Oracle revenue derives, in large part, from an architectural sale. Especially at the level of business architecture, a.k.a., Enterprise Architecture. I really enjoy the practice of enterprise architecture, yet rarely found the opportunity to do it at Sun. Solving complex challenges across a range of stakeholders is just not the way to sell servers. The notion of "Solution" at Sun stood on shifting sand. Oracle's track record leads me to believe I'll have the opportunity to practice enterprise architecture, mapping a rich and stable portfolio of solutions to customers' business challenges.

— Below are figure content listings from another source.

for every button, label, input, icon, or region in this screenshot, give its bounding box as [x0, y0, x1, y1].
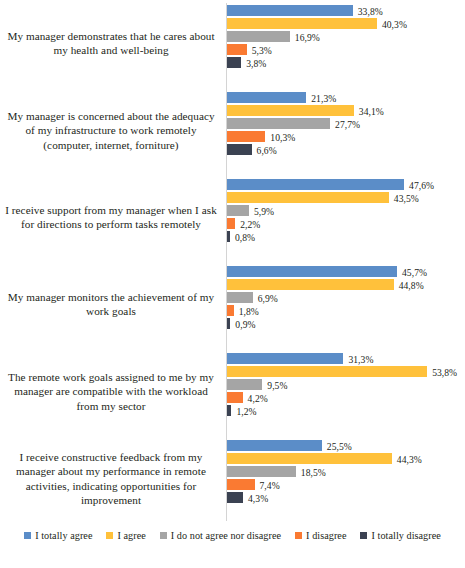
- legend-swatch-icon: [295, 532, 302, 539]
- bar-value-label: 18,5%: [301, 466, 326, 477]
- bar-value-label: 47,6%: [409, 179, 434, 190]
- legend-label: I agree: [117, 530, 145, 541]
- bar: [227, 479, 255, 490]
- bar: [227, 453, 392, 464]
- bar-value-label: 25,5%: [327, 440, 352, 451]
- bar: [227, 192, 389, 203]
- bar: [227, 18, 377, 29]
- bar: [227, 179, 404, 190]
- bar-value-label: 9,5%: [267, 379, 287, 390]
- legend-item[interactable]: I disagree: [295, 530, 346, 541]
- bar-value-label: 21,3%: [311, 92, 336, 103]
- bar: [227, 440, 322, 451]
- legend-item[interactable]: I totally disagree: [360, 530, 440, 541]
- legend-item[interactable]: I do not agree nor disagree: [160, 530, 281, 541]
- bar-value-label: 34,1%: [359, 105, 384, 116]
- likert-bar-chart: My manager demonstrates that he cares ab…: [0, 0, 465, 568]
- bar: [227, 266, 397, 277]
- legend-item[interactable]: I totally agree: [24, 530, 92, 541]
- bar-value-label: 0,9%: [235, 318, 255, 329]
- bar-value-label: 44,8%: [399, 279, 424, 290]
- bar-value-label: 40,3%: [382, 18, 407, 29]
- bar: [227, 353, 343, 364]
- bar: [227, 144, 252, 155]
- bar: [227, 492, 243, 503]
- bar-value-label: 33,8%: [358, 5, 383, 16]
- category-label: My manager is concerned about the adequa…: [2, 109, 220, 153]
- bar: [227, 466, 296, 477]
- bar: [227, 5, 353, 16]
- bar-value-label: 53,8%: [432, 366, 457, 377]
- bar-value-label: 27,7%: [335, 118, 360, 129]
- bar: [227, 44, 247, 55]
- bar: [227, 292, 253, 303]
- legend-item[interactable]: I agree: [106, 530, 145, 541]
- bar: [227, 231, 230, 242]
- bar-value-label: 16,9%: [295, 31, 320, 42]
- bar: [227, 279, 394, 290]
- category-group: My manager monitors the achievement of m…: [0, 261, 465, 348]
- category-group: My manager is concerned about the adequa…: [0, 87, 465, 174]
- bar-value-label: 6,9%: [258, 292, 278, 303]
- category-label: I receive support from my manager when I…: [2, 203, 220, 232]
- bar: [227, 392, 243, 403]
- bar: [227, 57, 241, 68]
- category-group: I receive support from my manager when I…: [0, 174, 465, 261]
- bar-value-label: 5,3%: [252, 44, 272, 55]
- bar: [227, 318, 230, 329]
- bar: [227, 379, 262, 390]
- category-label: The remote work goals assigned to me by …: [2, 370, 220, 414]
- category-label: I receive constructive feedback from my …: [2, 449, 220, 507]
- bar-value-label: 45,7%: [402, 266, 427, 277]
- legend-label: I totally agree: [35, 530, 92, 541]
- legend-swatch-icon: [160, 532, 167, 539]
- bar-value-label: 44,3%: [397, 453, 422, 464]
- bar-value-label: 1,8%: [239, 305, 259, 316]
- bar-value-label: 2,2%: [240, 218, 260, 229]
- category-label: My manager demonstrates that he cares ab…: [2, 29, 220, 58]
- legend-label: I disagree: [306, 530, 346, 541]
- bar-value-label: 5,9%: [254, 205, 274, 216]
- bar: [227, 105, 354, 116]
- bar: [227, 131, 265, 142]
- bar-value-label: 4,3%: [248, 492, 268, 503]
- legend-swatch-icon: [360, 532, 367, 539]
- bar-value-label: 4,2%: [248, 392, 268, 403]
- bar-value-label: 10,3%: [270, 131, 295, 142]
- bar: [227, 118, 330, 129]
- chart-legend: I totally agreeI agreeI do not agree nor…: [0, 530, 465, 541]
- category-group: My manager demonstrates that he cares ab…: [0, 0, 465, 87]
- bar-value-label: 0,8%: [235, 231, 255, 242]
- bar-value-label: 6,6%: [257, 144, 277, 155]
- bar-value-label: 1,2%: [236, 405, 256, 416]
- bar: [227, 31, 290, 42]
- bar-value-label: 43,5%: [394, 192, 419, 203]
- bar: [227, 405, 231, 416]
- category-group: The remote work goals assigned to me by …: [0, 348, 465, 435]
- bar: [227, 366, 427, 377]
- bar-value-label: 3,8%: [246, 57, 266, 68]
- bar-value-label: 31,3%: [348, 353, 373, 364]
- bar: [227, 305, 234, 316]
- legend-label: I do not agree nor disagree: [171, 530, 281, 541]
- legend-swatch-icon: [106, 532, 113, 539]
- legend-swatch-icon: [24, 532, 31, 539]
- bar: [227, 218, 235, 229]
- category-group: I receive constructive feedback from my …: [0, 435, 465, 522]
- bar: [227, 92, 306, 103]
- legend-label: I totally disagree: [371, 530, 440, 541]
- bar-value-label: 7,4%: [260, 479, 280, 490]
- plot-area: My manager demonstrates that he cares ab…: [0, 0, 465, 524]
- bar: [227, 205, 249, 216]
- category-label: My manager monitors the achievement of m…: [2, 290, 220, 319]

I've grown a lot personally and professionally over the course of 15 years at Sun on three tours of duty. Oracle's acquisition of Sun, and the roller coaster ride it triggered, was perhaps the single most important growth experience for me because it challenged many of my long held beliefs. It's been sobering to accommodate certain lessons into my views on work, technology, and economics. The stubborn primacy of shareholder return. The incompatibility of altruism with managing the indomitable corporate bottom line. I thought Sun was a sufficiently successful and influential economic engine to move the needle on things like a more comprehensive bottom line that accounts for social and environmental profit and loss. I'd like to think it did, for a while. Sun took it's inescapable role as shepherd of technology with some sense of responsibility to society, and particularly the developing world and those on the other side of the digital divide. Turns out that much of that altruism was working against Sun's obligation to its shareholders and, ultimately, against the success of Sun. As Hemingway wrote, The Bill Always Comes.
At Sun the inspiration:perspiration ratio favored the tinkerer and researcher. At Sun, to err on the side of transparency and integrity was more than de rigueur, it was constant. This made Sun a cool place to work for an altruistic technologist like me. Oracle, like many Silicon Valley companies, share certain of these values. I have hope that, by virtue of the Sun acquisition, even more of these values can thrive at Oracle.
If I continue the journey through this next chapter as employee of Oracle, I expect it will involve a transformation from altruistic technologist to pragmatic technologist ... with altruistic swagger. I'll let you know how that goes.